Binge On! - And So This is Net Neutrality?

Jared Mauch jared at puck.nether.net
Thu Dec 10 19:57:21 UTC 2015


> On Dec 10, 2015, at 2:32 PM, Chris Adams <cma at cmadams.net> wrote:
> 
> I could have paid more to get it faster, and some large-scale shippers
> have special arrangements that seem to get their packages priority.  How
> is this different from Internet traffic?

For me the better comparison is international postal services.  I can get
USPS to give a package priority on their network, but once it leaves
that SLA is gone.  They did their best to deliver it to the next-hop.

The concern I have here is part marketing and part technical reality.

1) “Unlimited*” doesn’t really mean unlimited, which I’m personally
    understanding of, but I’ve seen others take the hard-line approach.

2) “Peering” is a term that people don’t quite grok, because it’s
   overloaded in so many ways with transit, SFI, etc.

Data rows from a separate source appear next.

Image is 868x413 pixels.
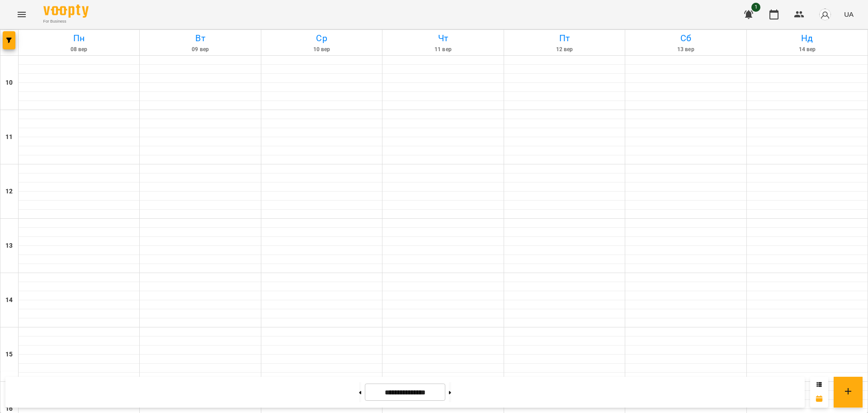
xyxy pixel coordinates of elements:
h6: 10 вер [262,45,380,54]
h6: 12 [5,187,13,196]
img: Voopty Logo [44,5,89,17]
h6: Пн [20,32,138,45]
span: UA [844,10,854,19]
h6: 11 [5,132,13,142]
h6: 14 [5,295,13,305]
h6: Сб [627,32,745,45]
h6: Пт [506,32,624,45]
h6: 11 вер [384,45,502,54]
h6: 10 [5,77,13,88]
img: avatar_s.png [818,8,831,21]
span: For Business [44,19,89,24]
h6: 08 вер [20,45,138,54]
span: 1 [752,3,761,12]
button: UA [840,6,857,23]
h6: 14 вер [749,45,866,54]
h6: 13 вер [627,45,745,54]
h6: Ср [262,32,380,45]
h6: Вт [141,32,259,45]
h6: Чт [384,32,502,45]
h6: 09 вер [141,45,259,54]
button: Menu [11,4,32,26]
h6: 13 [5,241,13,251]
h6: 15 [5,349,13,360]
h6: Нд [749,32,866,45]
h6: 12 вер [506,45,624,54]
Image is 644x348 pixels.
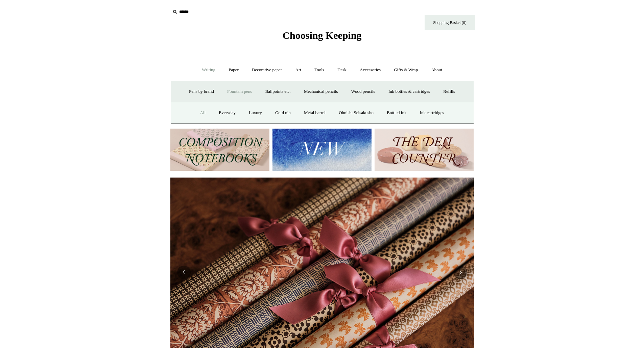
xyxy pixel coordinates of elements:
[222,61,244,79] a: Paper
[282,30,362,41] span: Choosing Keeping
[194,104,212,122] a: All
[213,104,242,122] a: Everyday
[221,83,258,100] a: Fountain pens
[196,61,221,79] a: Writing
[298,83,344,100] a: Mechanical pencils
[388,61,424,79] a: Gifts & Wrap
[333,104,379,122] a: Ohnishi Seisakusho
[332,61,353,79] a: Desk
[298,104,332,122] a: Metal barrel
[282,35,362,40] a: Choosing Keeping
[437,83,461,100] a: Refills
[308,61,330,79] a: Tools
[269,104,296,122] a: Gold nib
[375,129,474,171] img: The Deli Counter
[425,61,448,79] a: About
[243,104,268,122] a: Luxury
[414,104,450,122] a: Ink cartridges
[424,15,476,30] a: Shopping Basket (0)
[453,266,468,279] button: Next
[380,104,413,122] a: Bottled ink
[259,83,296,100] a: Ballpoints etc.
[273,129,371,171] img: New.jpg__PID:f73bdf93-380a-4a35-bcfe-7823039498e1
[345,83,381,100] a: Wood pencils
[354,61,386,79] a: Accessories
[382,83,436,100] a: Ink bottles & cartridges
[246,61,288,79] a: Decorative paper
[177,266,191,279] button: Previous
[183,83,220,100] a: Pens by brand
[170,129,269,171] img: 202302 Composition ledgers.jpg__PID:69722ee6-fa44-49dd-a067-31375e5d54ec
[289,61,307,79] a: Art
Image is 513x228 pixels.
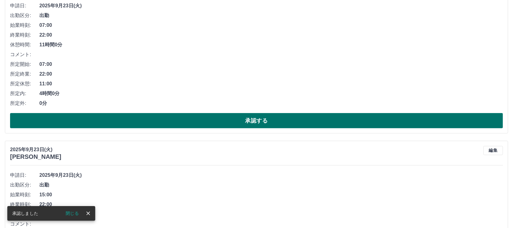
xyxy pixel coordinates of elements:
[10,146,61,153] p: 2025年9月23日(火)
[10,100,39,107] span: 所定外:
[10,80,39,88] span: 所定休憩:
[61,209,84,218] button: 閉じる
[483,146,503,155] button: 編集
[10,31,39,39] span: 終業時刻:
[10,191,39,199] span: 始業時刻:
[10,51,39,58] span: コメント:
[10,70,39,78] span: 所定終業:
[39,61,503,68] span: 07:00
[39,191,503,199] span: 15:00
[10,61,39,68] span: 所定開始:
[39,172,503,179] span: 2025年9月23日(火)
[12,208,38,219] div: 承認しました
[84,209,93,218] button: close
[10,201,39,208] span: 終業時刻:
[39,22,503,29] span: 07:00
[39,181,503,189] span: 出勤
[39,201,503,208] span: 22:00
[10,113,503,128] button: 承認する
[10,153,61,160] h3: [PERSON_NAME]
[39,70,503,78] span: 22:00
[39,41,503,48] span: 11時間0分
[10,41,39,48] span: 休憩時間:
[39,31,503,39] span: 22:00
[10,2,39,9] span: 申請日:
[39,12,503,19] span: 出勤
[39,211,503,218] span: 1時間0分
[39,100,503,107] span: 0分
[39,90,503,97] span: 4時間0分
[10,90,39,97] span: 所定内:
[10,181,39,189] span: 出勤区分:
[39,2,503,9] span: 2025年9月23日(火)
[10,12,39,19] span: 出勤区分:
[10,22,39,29] span: 始業時刻:
[10,221,39,228] span: コメント:
[39,80,503,88] span: 11:00
[10,172,39,179] span: 申請日:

3) Networks are rarely equal.  T-Mobile has lots of end-users.  Their
   pattern will look different from someone doing disaster recovery
   off-site data storage.  

4) corollary with #3 - Through M&A, divestiture and other moves companies
   don’t always participate in the same markets in the same way.  $dayjob
   does not do DOCSIS/DSL services in north america.  Should we?  Not all
   networks are on the same 5 continents/countries/cities.  What is that
   overlap necessary?  The days of being at AADS, MAE-E,W, pac bell, etc
   have changed significantly.  Content distribution has advanced, edge
   speeds have changed making applications feasible that were not thought
   possible 10-20 years ago.

With the recent 174 <-> 3320 lawsuit, FCC, etc.. this all is interesting
to me.  How do you reach a solution where the customers win?

I’ve seen many approaches to this, and as an engineer I don’t like congested
ports.  Congested ports mean someone is unhappy, and minimizing that is a goal.

When two sides are not speaking to each other, it’s less likely things will
be fixed.  This is at least people working towards a solution, it may not be
one where I have the old Qwest promise of every movie from everything ever
*prepares to ride the light*, but I expect things to get better over time as
companies adapt.

- Jared

P.S. Regarding “unlimited” above, things like the new overage charges for
DOCSIS, DSL, FTTx services that were perceived as all you can eat, seeing
a company place a ceiling on the overages seen would be ideal.  eg: you
max out at the business class service price, say $50 for residential
$100 business class starting tiers that most companies have.

Having no max for that is unreasonable for all parties as a bill for $infinity
is less likely to be paid compared to 2-3x usual fees.

The same theory could be applied to international data fees, just auto-sign me
up for the roaming plan that matches my usage.  I seem to recall Sprint had
a cellular offering like this for minutes used (many eons ago) and for
being shareholder and consumer friendly it seemed to be the right balance.